Petrographic studies have shown that brucite is a major constituent of the New Idria serpentinite and of the short-fiber asbestos deposit associated with it. Acid-leaching data suggest that the serpentinite averages 7–8 weight per cent brucite, which contains approximately 15 mole per cent “Fe(OH)2”. Unit cell parameters and electron probe analysis suggest an empirical formula close to (Mg10Fe2)(OH)24 for this phase. Brucite formed during the initial serpentinization of an olivine-rich parent and is concentrated today in the hard, dense serpentinite fragments scattered throughout a highly sheared matrix of soft, friable asbestos. Although brueite is abundant in the fresh serpentinite it is almost absent from the surface weathering zone, which persists to a depth of 20–30 ft across the entire body. Here, serpentinite fragments have oxidized and brueite has transformed in situ into pyroaurite [Mg6Fe2CO3(OH)16.4H2O] and a new mineral, coalingite [Mg10Fe2CO3(OH)24.2H2O]. Brueite in the matrix material has dissolved in the CO2-rich ground waters, yielding soluble magnesium ions and amorphous iron oxides which discolor the surface asbestos.

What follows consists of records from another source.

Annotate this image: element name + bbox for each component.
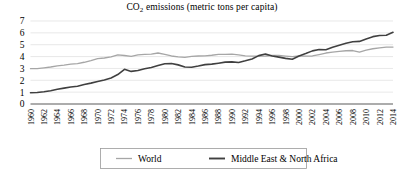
x-axis-tick-label: 2012 — [376, 109, 385, 125]
x-axis-tick-label: 1974 — [120, 109, 129, 125]
legend-label-mena: Middle East & North Africa — [231, 154, 338, 164]
x-axis-tick-label: 2000 — [295, 109, 304, 125]
legend-label-world: World — [138, 154, 162, 164]
x-axis-tick-label: 1992 — [241, 109, 250, 125]
x-axis-tick-label: 1964 — [53, 109, 62, 125]
y-axis-tick-label: 2 — [20, 76, 25, 86]
x-axis-tick-label: 1978 — [147, 109, 156, 125]
x-axis-tick-label: 1972 — [107, 109, 116, 125]
y-axis-tick-labels: 01234567 — [20, 16, 25, 109]
x-axis-tick-labels: 1960196219641966196819701972197419761978… — [27, 109, 399, 125]
y-axis-tick-label: 3 — [20, 64, 25, 74]
x-axis-tick-label: 2002 — [308, 109, 317, 125]
x-axis-tick-label: 1960 — [27, 109, 36, 125]
y-axis-tick-label: 4 — [20, 52, 25, 62]
x-axis-tick-label: 1986 — [201, 109, 210, 125]
y-axis-tick-label: 0 — [20, 99, 25, 109]
y-axis-tick-label: 7 — [20, 16, 25, 26]
co2-emissions-line-chart: CO2 emissions (metric tons per capita) 0… — [0, 0, 404, 176]
x-axis-tick-label: 1962 — [40, 109, 49, 125]
x-axis-tick-label: 1984 — [188, 109, 197, 125]
x-axis-tick-label: 1996 — [268, 109, 277, 125]
y-axis-tick-label: 5 — [20, 40, 25, 50]
chart-legend: WorldMiddle East & North Africa — [101, 149, 339, 169]
x-axis-tick-label: 2010 — [362, 109, 371, 125]
chart-plot-area: 01234567 1960196219641966196819701972197… — [0, 0, 404, 176]
x-axis-tick-label: 2008 — [349, 109, 358, 125]
x-axis-tick-label: 1976 — [134, 109, 143, 125]
x-axis-tick-label: 1982 — [174, 109, 183, 125]
x-axis-tick-label: 1970 — [94, 109, 103, 125]
series-line-world — [31, 47, 394, 69]
x-axis-tick-label: 1990 — [228, 109, 237, 125]
data-series-group — [31, 32, 394, 92]
x-axis-tick-label: 1968 — [80, 109, 89, 125]
x-axis-tick-label: 2006 — [335, 109, 344, 125]
x-axis-tick-label: 2004 — [322, 109, 331, 125]
y-axis-tick-label: 1 — [20, 88, 25, 98]
x-axis-tick-label: 1994 — [255, 109, 264, 125]
x-axis-tick-label: 1980 — [161, 109, 170, 125]
x-axis-tick-label: 1988 — [214, 109, 223, 125]
x-axis-tick-label: 1966 — [67, 109, 76, 125]
x-axis-tick-label: 2014 — [389, 109, 398, 125]
x-axis-tick-label: 1998 — [282, 109, 291, 125]
y-axis-tick-label: 6 — [20, 28, 25, 38]
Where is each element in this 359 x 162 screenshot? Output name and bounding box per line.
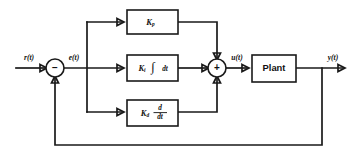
derivative-block: Kd d dt: [127, 100, 178, 126]
signal-label-output: y(t): [327, 53, 339, 62]
integral-block: Ki ∫ dt: [127, 55, 178, 81]
plant-block: Plant: [252, 55, 296, 82]
plant-block-label: Plant: [263, 62, 286, 73]
error-junction-sign: −: [52, 62, 58, 73]
signal-label-control: u(t): [231, 53, 243, 62]
diagram-canvas: − + Kp Ki ∫ dt Kd d: [0, 0, 359, 162]
error-summing-junction: −: [46, 59, 64, 77]
proportional-gain-subscript: p: [151, 21, 155, 27]
signal-label-error: e(t): [69, 53, 80, 62]
control-junction-sign: +: [214, 62, 220, 73]
signal-label-reference: r(t): [24, 53, 35, 62]
wire-proportional-to-sum: [178, 22, 217, 59]
derivative-gain-subscript: d: [146, 112, 149, 118]
pid-block-diagram: − + Kp Ki ∫ dt Kd d: [0, 0, 359, 162]
wire-derivative-to-sum: [178, 77, 217, 112]
derivative-block-rect: [127, 100, 178, 126]
derivative-numerator-label: d: [158, 104, 162, 112]
control-summing-junction: +: [208, 59, 226, 77]
proportional-block: Kp: [127, 10, 178, 34]
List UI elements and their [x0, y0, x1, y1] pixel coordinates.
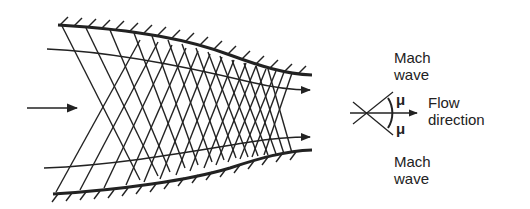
mu-lower-label: μ	[396, 120, 405, 137]
mach-wave-network	[56, 26, 292, 192]
mach-wave-top-label-1: Mach	[394, 49, 431, 66]
nozzle-mach-wave-diagram: Mach wave μ μ Flow direction Mach wave	[0, 0, 530, 209]
upper-nozzle-wall	[58, 17, 312, 75]
flow-direction-label-1: Flow	[428, 94, 460, 111]
mach-wave-bottom-label-2: wave	[393, 170, 429, 187]
flow-direction-label-2: direction	[428, 111, 485, 128]
mach-wave-top-label-2: wave	[393, 66, 429, 83]
mu-upper-label: μ	[396, 91, 405, 108]
mach-angle-schematic	[350, 92, 417, 135]
mach-wave-bottom-label-1: Mach	[394, 153, 431, 170]
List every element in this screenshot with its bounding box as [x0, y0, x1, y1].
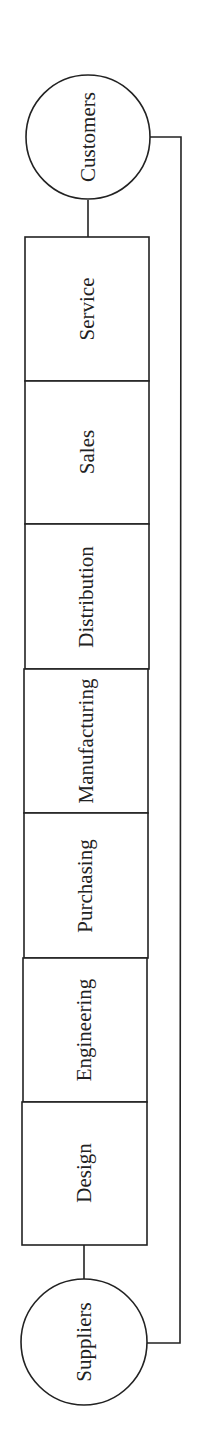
stage-label: Design — [72, 1143, 96, 1203]
customers-label: Customers — [76, 92, 100, 182]
stages-group: Service Sales Distribution Manufacturing… — [22, 237, 149, 1245]
customers-node: Customers — [26, 75, 150, 199]
value-chain-diagram: Customers Service Sales Distribution Man… — [0, 0, 202, 1441]
stage-label: Engineering — [72, 978, 96, 1081]
feedback-connector — [147, 137, 181, 1343]
stage-label: Purchasing — [73, 839, 97, 933]
stage-label: Service — [75, 278, 99, 341]
stage-label: Manufacturing — [74, 678, 98, 803]
stage-label: Distribution — [74, 546, 98, 648]
suppliers-label: Suppliers — [72, 1302, 96, 1381]
stage-label: Sales — [75, 430, 99, 474]
suppliers-node: Suppliers — [21, 1279, 147, 1405]
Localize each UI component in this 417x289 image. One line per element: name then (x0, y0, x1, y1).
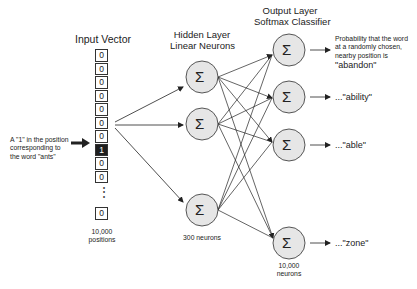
sigma-icon: Σ (195, 115, 204, 132)
annotation-line: A "1" in the position (10, 136, 68, 144)
hidden-title-line: Linear Neurons (170, 40, 234, 51)
output-count-label: 10,000 neurons (269, 262, 309, 279)
sigma-icon: Σ (282, 41, 291, 58)
output-description: Probability that the word at a randomly … (335, 35, 408, 60)
input-cell: 0 (95, 76, 108, 89)
input-cell-last: 0 (95, 207, 108, 220)
sigma-icon: Σ (195, 201, 204, 218)
input-cell-active: 1 (95, 144, 108, 157)
input-count-unit: positions (82, 236, 122, 244)
output-arrows (310, 50, 330, 243)
annotation-line: corresponding to (10, 144, 68, 152)
input-count-label: 10,000 positions (82, 228, 122, 245)
output-count-unit: neurons (269, 270, 309, 278)
annotation-arrow (71, 138, 90, 148)
output-desc-line: nearby position is (335, 52, 408, 60)
hidden-count-label: 300 neurons (180, 234, 224, 242)
sigma-icon: Σ (195, 68, 204, 85)
sigma-icon: Σ (282, 88, 291, 105)
output-word-ability: ..."ability" (335, 92, 372, 102)
input-cell: 0 (95, 90, 108, 103)
input-cell: 0 (95, 130, 108, 143)
hidden-layer-title: Hidden Layer Linear Neurons (170, 29, 234, 51)
input-annotation: A "1" in the position corresponding to t… (10, 136, 68, 161)
output-word-zone: ..."zone" (335, 238, 368, 248)
output-layer-title: Output Layer Softmax Classifier (254, 5, 326, 27)
input-to-hidden-edges (115, 87, 183, 202)
output-word-able: ..."able" (335, 140, 366, 150)
output-title-line: Output Layer (254, 5, 326, 16)
output-desc-line: Probability that the word (335, 35, 408, 43)
input-cell: 0 (95, 171, 108, 184)
input-cell: 0 (95, 157, 108, 170)
hidden-title-line: Hidden Layer (170, 29, 234, 40)
sigma-icon: Σ (282, 136, 291, 153)
output-count-value: 10,000 (269, 262, 309, 270)
input-count-value: 10,000 (82, 228, 122, 236)
input-cell: 0 (95, 63, 108, 76)
output-desc-line: at a randomly chosen, (335, 43, 408, 51)
output-title-line: Softmax Classifier (254, 16, 326, 27)
input-cell: 0 (95, 117, 108, 130)
input-vector-title: Input Vector (75, 33, 129, 45)
sigma-icon: Σ (282, 234, 291, 251)
input-cell: 0 (95, 49, 108, 62)
ellipsis-icon: ⋮ (97, 184, 107, 200)
hidden-to-output-edges (218, 55, 273, 238)
input-cell: 0 (95, 103, 108, 116)
annotation-line: the word "ants" (10, 153, 68, 161)
output-word-abandon: "abandon" (335, 60, 376, 70)
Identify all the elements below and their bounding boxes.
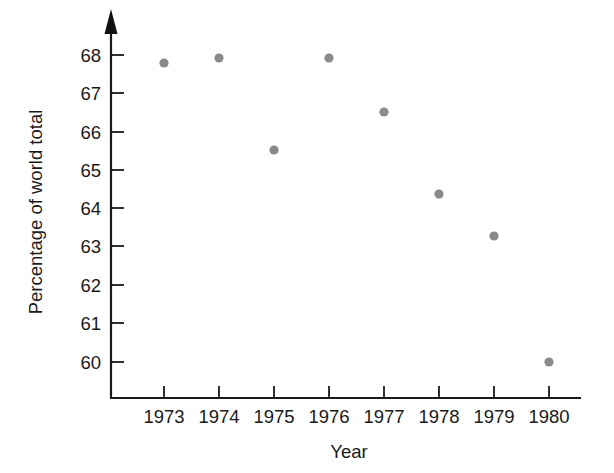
x-tick-label-1980: 1980 [528, 406, 569, 427]
data-point-1979 [489, 231, 498, 240]
x-tick-label-1978: 1978 [418, 406, 459, 427]
y-tick-label-66: 66 [80, 122, 101, 143]
y-tick-label-65: 65 [80, 160, 101, 181]
y-axis-title: Percentage of world total [25, 110, 46, 315]
y-tick-label-60: 60 [80, 352, 101, 373]
scatter-chart-figure: 68 67 66 65 64 63 62 61 60 1973 1974 [0, 0, 614, 473]
data-point-1975 [269, 145, 278, 154]
y-tick-label-68: 68 [80, 45, 101, 66]
x-tick-label-1975: 1975 [253, 406, 294, 427]
data-point-1976 [324, 53, 333, 62]
data-point-1973 [159, 58, 168, 67]
data-point-1978 [434, 189, 443, 198]
x-axis-title: Year [330, 441, 367, 462]
data-point-series [159, 53, 553, 366]
data-point-1977 [379, 107, 388, 116]
y-tick-label-64: 64 [80, 198, 101, 219]
data-point-1980 [544, 357, 553, 366]
y-axis-arrow-icon [105, 9, 118, 34]
x-tick-label-1973: 1973 [143, 406, 184, 427]
data-point-1974 [214, 53, 223, 62]
y-tick-label-63: 63 [80, 236, 101, 257]
x-axis-ticks: 1973 1974 1975 1976 1977 1978 1979 1980 [143, 386, 569, 427]
x-tick-label-1974: 1974 [198, 406, 239, 427]
x-tick-label-1979: 1979 [473, 406, 514, 427]
y-tick-label-61: 61 [80, 313, 101, 334]
y-tick-label-67: 67 [80, 83, 101, 104]
chart-plot-area: 68 67 66 65 64 63 62 61 60 1973 1974 [0, 0, 614, 473]
x-tick-label-1976: 1976 [308, 406, 349, 427]
y-tick-label-62: 62 [80, 275, 101, 296]
x-tick-label-1977: 1977 [363, 406, 404, 427]
y-axis-ticks: 68 67 66 65 64 63 62 61 60 [80, 45, 124, 373]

In the laboratory, samples of fresh serpentinite oxidized and disintegrated completely when exposed to the atmosphere for a few months, due to the brucite-coalingite transformation. In the presence of O2 and CO2, brueite dissolved completely from a water slurry of the serpentinite, yielding a dark brown residue and a clear filtrate which later precipitated hydromagnesite [Mg4(OH)2(CO3)3.3H2O]. These data indicate that in the relatively impervious environment of the residual serpentinite “boulders”, iron-rich brueite oxidizes in air, picking up CO2 and H2O to form coalingite. In the presence of excess ground waters, brueite in the friable matrix dissolves, leaving behind a residue of amorphous iron oxides. Dissolved magnesium ions later precipitate as hydromagnesite, which is also abundant in the surface weathering zone of the serpentinite.